India’s women are magicians. They dot the countryside labouring in the fields, walking with heavy loads balanced on their heads, their colourful saris making them visible from miles away. Yet, within Indian society, they are invisible and often voiceless. How can women be so visible, yet invisible? There are two Indias if you are a woman. This is the perspective of someone just returning from close to a month in India, travelling in Delhi, Agra, Ahmedabad, Goa and Mumbai. This is the experience of someone who worked with a non-government organization dedicated solely to advancing India’s women. Given current global news coverage of violence against women in India, it seems like a good time to share a woman’s experience in the remarkable place called India.

Indian authorities have been struggling to combat gender-related crime for years. Violence against women is not new in India. Gang rape stories are not new in Delhi or other Indian cities. But this past December, male and female Indians hit the street to protest the heinous, cowardly and brutal crime of gang rape and murder against Jyoti Singh, a 23-year-old professional woman making her way home with a friend after a movie. The protests continue in streets that this woman observer had walked alone never sensing any risk of personal danger. What’s changed? India is being transformed; part medieval and part modern. The clash has social consequences.

Women are agents of significant change in India. Women’s work is no longer just the tedious work of factories, agriculture and domestic chores. Women entrepreneurship is having a huge impact by tackling some major social inequities, including illiteracy, systemic injustice and poverty, by providing an infrastructure of empowerment to uncounted women who toil in India’s informal sector. It’s part of the transformation magic. It is amazing to witness it.

There are many organizations working to improve the lives of India‘s women; one in particular, SEWA, the Self-Employed Women’s Association, is celebrating 40 years of success.
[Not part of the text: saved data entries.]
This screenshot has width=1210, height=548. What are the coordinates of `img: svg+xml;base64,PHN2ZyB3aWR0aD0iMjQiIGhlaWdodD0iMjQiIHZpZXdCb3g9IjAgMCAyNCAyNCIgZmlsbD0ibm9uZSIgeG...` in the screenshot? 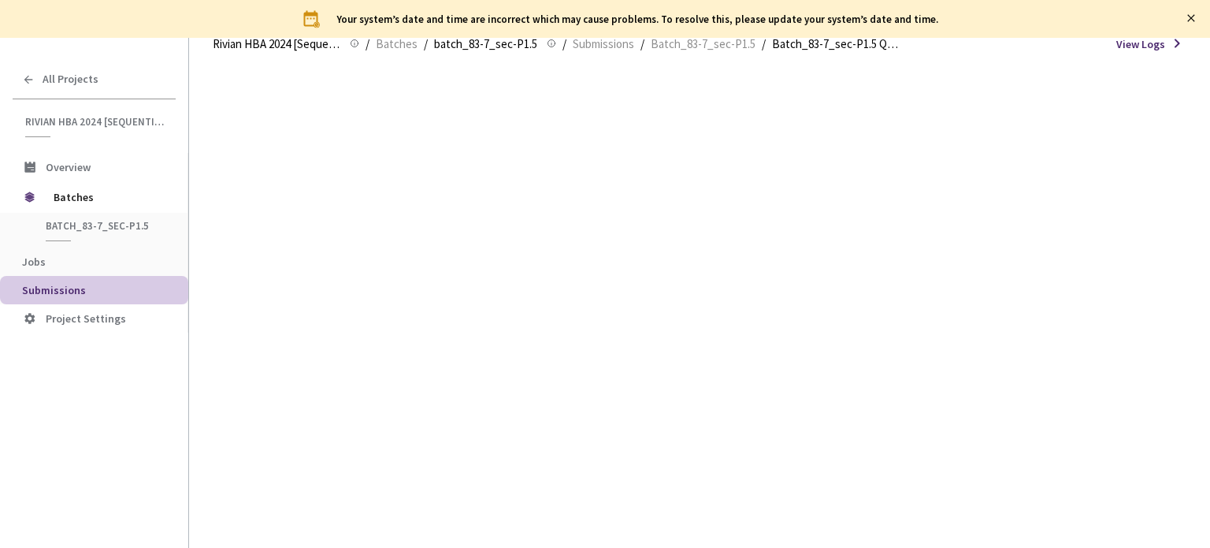 It's located at (312, 19).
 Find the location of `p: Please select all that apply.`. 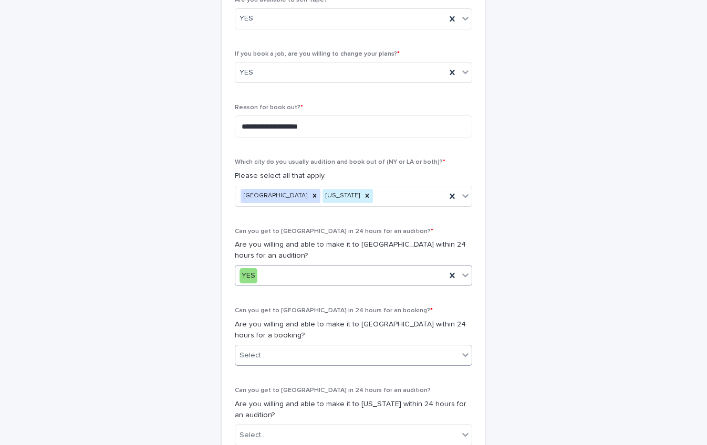

p: Please select all that apply. is located at coordinates (353, 176).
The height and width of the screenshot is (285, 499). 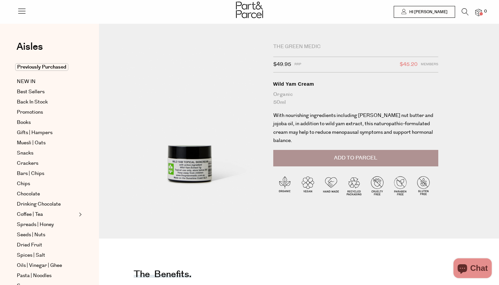 What do you see at coordinates (356, 47) in the screenshot?
I see `div: The Green Medic` at bounding box center [356, 47].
Understanding what SEWA is doing sheds light on why such extreme violence aimed at a female health care professional can ignite such outrage. There is a growing critical mass of enterprising women in India; their fathers and brothers and spouses are experiencing the power of their empowerment, and thanks to social media the world becomes a witness to the crime in real time. There is no escaping the hideous reality. No one can be bribed to say it didn’t happen.